Today is not going to go as planned or hoped. Acknowledge, learn from the mistake, and move on.
Mistake: I did not go to bed until 3:00 a.m. Yeah, I know. I feel like hell. What can I say?
When I wrote the last sentence in my garden journal on a Sunday morning not quite two weeks ago, it awakened an old, old memory. A high school assembly to announce the results of class elections. Josh Siskin, new class president, opens his speech with, "What can I say?" to much laughter and applause. I don't know why. "Inside joke," someone tells me. Inside? Seems like everybody was in on it but me. As usual.
My thoughts went into stream of consciousness ... that must have been junior year - I'm sure the senior class president was Kent Petrie, who started the wonderful Cool Hand Luke "night in the box" parody at the senior talent show. That was the year the freshmen boys started calling me "Twiggy" ... and the faculty chose me to be a member of the Steering Committee. I never figured out what I was supposed to be doing there ...
The high school was new, and we were going to be the school's first graduating class. I remember Jim Benson(?) was a Presidential Scholar, what a coup for the school...I think he went to MIT. I remember Mom and I went to an immaculate mansion where an immaculately groomed lady talked all about some university, and I had no clue why. Months or maybe years passed before I realized that I was being recruited because I had great scores on the college boards. The high school I went to was focused on academics. Unless you were a straight D student, you went to college - it was de rigueur. Every Good Student Goes to College. Amen.
Only I was a messed up, miserable, depressed, socially and emotionally retarded good student with a lot of talent and a tendency to cover my shyness and defy my loneliness by showing off - and a background in performing arts. No one believed I was either miserable or shy. No one imagined that the thought of leaving home affected me pretty much as if I were about ten years old.
Gradually it filtered through to the faculty that Marcia Had Still Not Chosen A College. Horrors! Marcia hadn't even applied to a single school! Blasphemy!
They whipped me into the college counseling office, who catapulted me to the school counselor with the comment, "Confusion about future plans." At the end of our first session, the counselor, may she ever ben blessed, said, "Let's put 'confusion about future plans' aside for now, shall we? You have a lot more important issues to deal with."
Thanks to her, there was no more pressure on me to go to college. Instead, when I graduated, I got a job because my dad insisted I couldn't just sit around all day (wasn't ready for that reality, either - it was a hell of a shock!). And more important than that, I went into therapy.

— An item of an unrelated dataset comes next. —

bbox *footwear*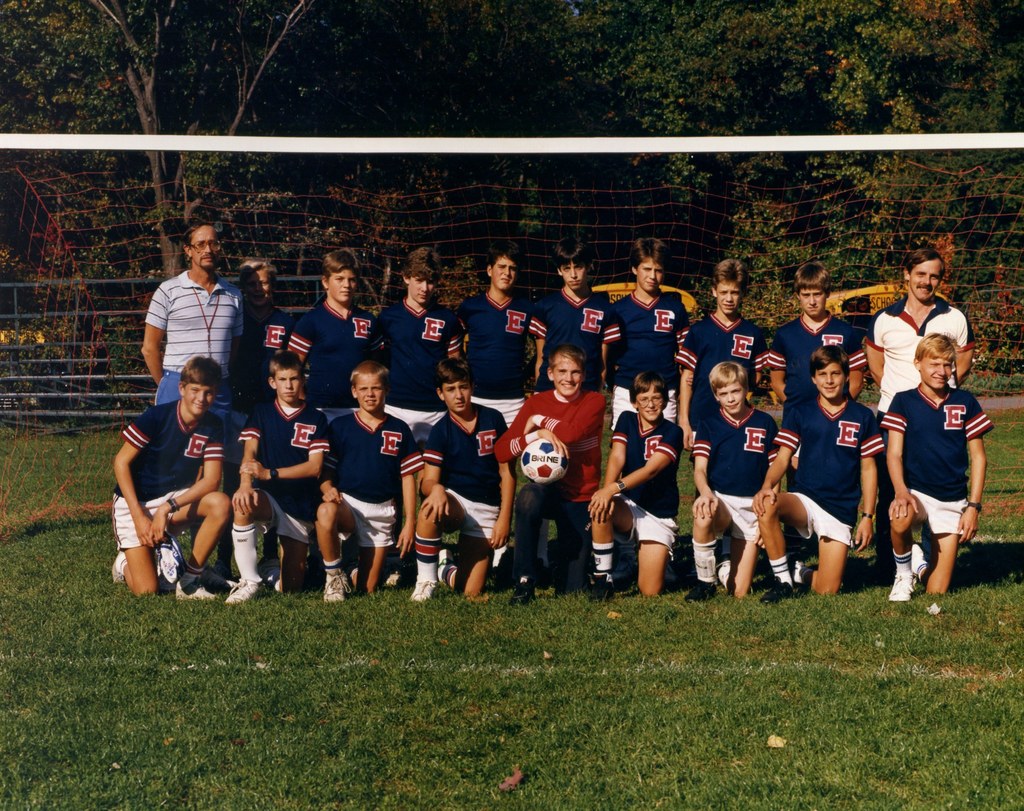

The next five and a half years were a patchwork of five jobs, three colleges (in Oregon, Illinois and Iowa), two years of therapy with a year off in between, at least two near-breakdowns - no, had to be more than that - sex, marijuana, LSD, methedrine, toxic relationships and misery. After completing wasting the first semester of my senior year of college, I dropped out 34 hours short of my degree, went home, got the fifth job, then decided it was time to be a big girl and move out. Back I went to Des Moines with my neuroses, depression, undiagnosed fibromyalgia and social retardation. I found the job where I would stay for over 23 years, and rapidly descended into hell. Within a couple years of moving I was so ill from stress and exhaustion that my 5'10" frame carried just 107 pounds.

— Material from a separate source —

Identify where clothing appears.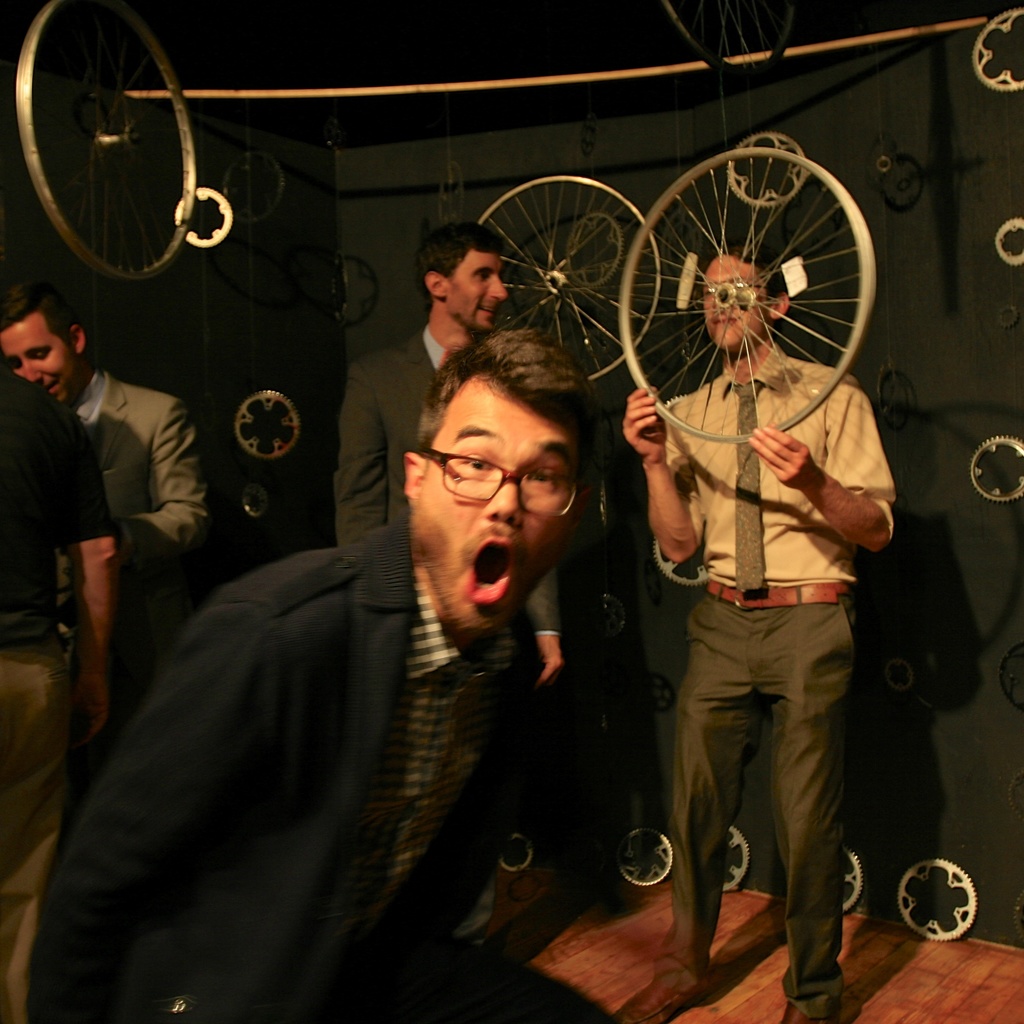
Appears at box(26, 504, 593, 1014).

My stream-of-consciousness blurs over the next many years. Profound depression, hysteria, alienation; loneliness, lostness and listlessness; glorious periods of creativity and heartbreaking years of writer's block; the ecstasy of falling in love and the pain of his death 11 years later; and it all came down to a moment in 1996 when I realized, after my father's death, that there was nothing left to keep me in Des Moines any more. New top management had turned our once-friendly office into a pressure cooker, and my love was dead; my mother needed me. It was time to go back home.
The retrospective came to a surprise ending. I'd recalled just what a MESS I was as a teenager (well, actually, since first grade) and throughout my 20s. Thanks to a fantastic counselor named Diana and my dear Richard, most of my 30s were pretty good. I was 42 when Richard died; 18 months later I had a severe depressive crash that led to my first being medicated. How did it happen that now, as I am about to turn 55, I have spent the last several years being depressed mostly about clutter, disorganization, my weight and my garden? Where did the turbulence go?
Oh my. All the turbulence came from interaction - and I've become almost a hermit. Not an island - a peninsula, maybe. And definitely not a rock.
To hell with this. I've got to go work on my garden.